— RECORDS SUPPLIED —
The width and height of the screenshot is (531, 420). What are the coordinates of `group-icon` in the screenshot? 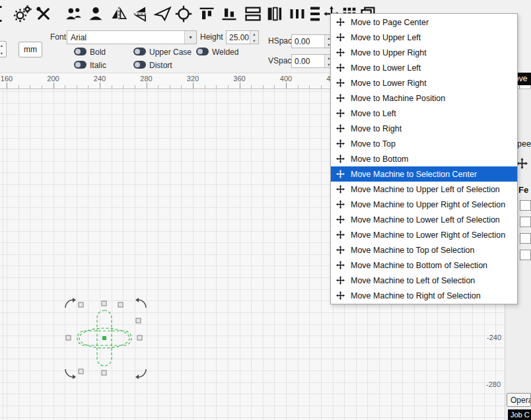 It's located at (74, 14).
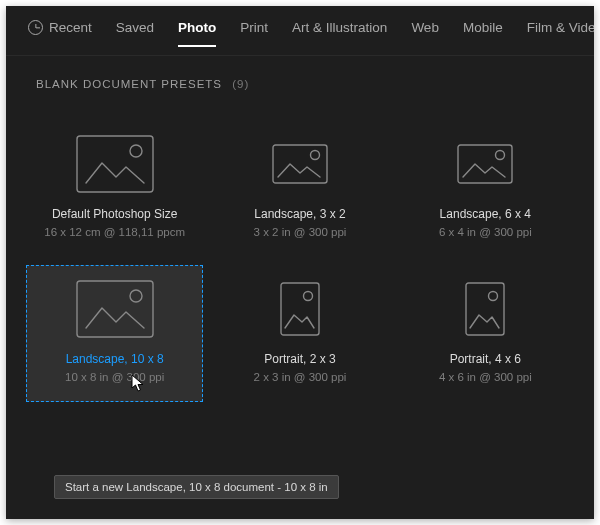 This screenshot has height=525, width=600. I want to click on preset-landscape-10x8: Landscape, 10 x 8 10 x 8 in @ 300 ppi, so click(114, 334).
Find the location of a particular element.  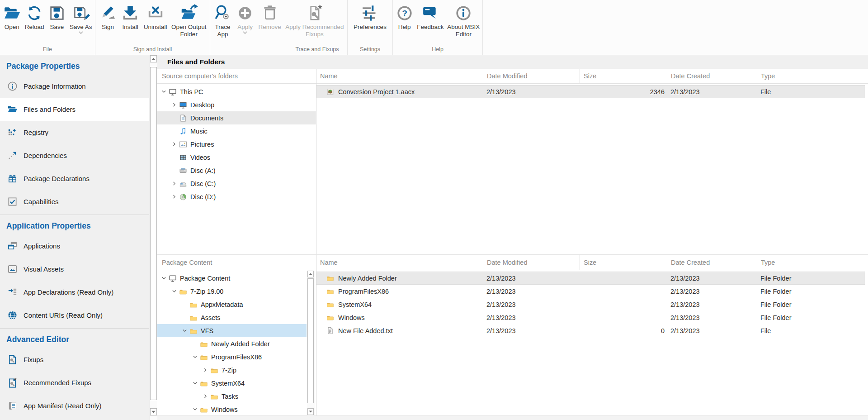

list-row-new-file-added-txt: New File Added.txt2/13/202302/13/2023Fil… is located at coordinates (592, 330).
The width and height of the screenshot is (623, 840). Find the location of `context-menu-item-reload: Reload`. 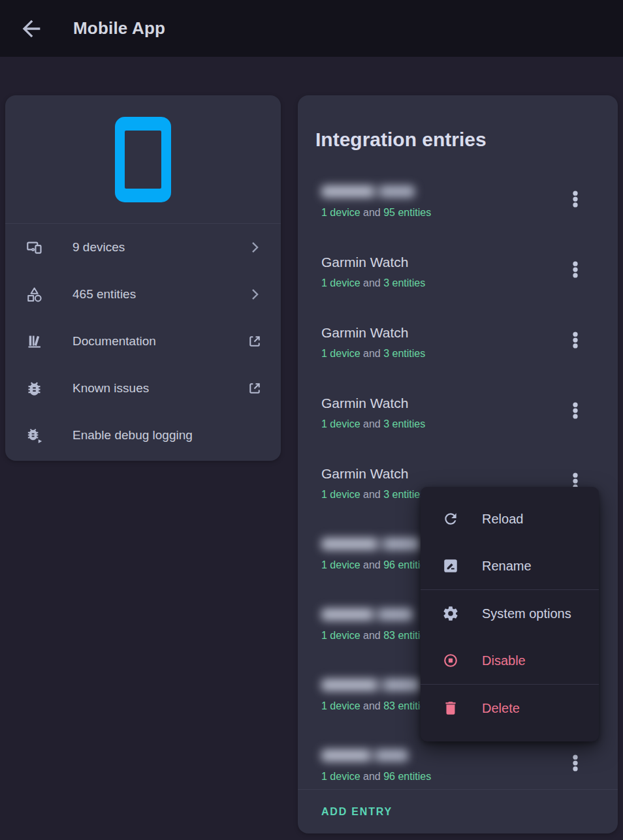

— TASK INSTRUCTIONS —
Please restate word for word the lines above, starting with the line that holds "Find the location of a particular element." and ending with the final line of the records, while leaving out pictures.

— WRITTEN RESPONSE —
Find the location of a particular element.  

list-row-new-file-added-txt: New File Added.txt2/13/202302/13/2023Fil… is located at coordinates (592, 330).
The width and height of the screenshot is (623, 840). Find the location of `context-menu-item-reload: Reload`. 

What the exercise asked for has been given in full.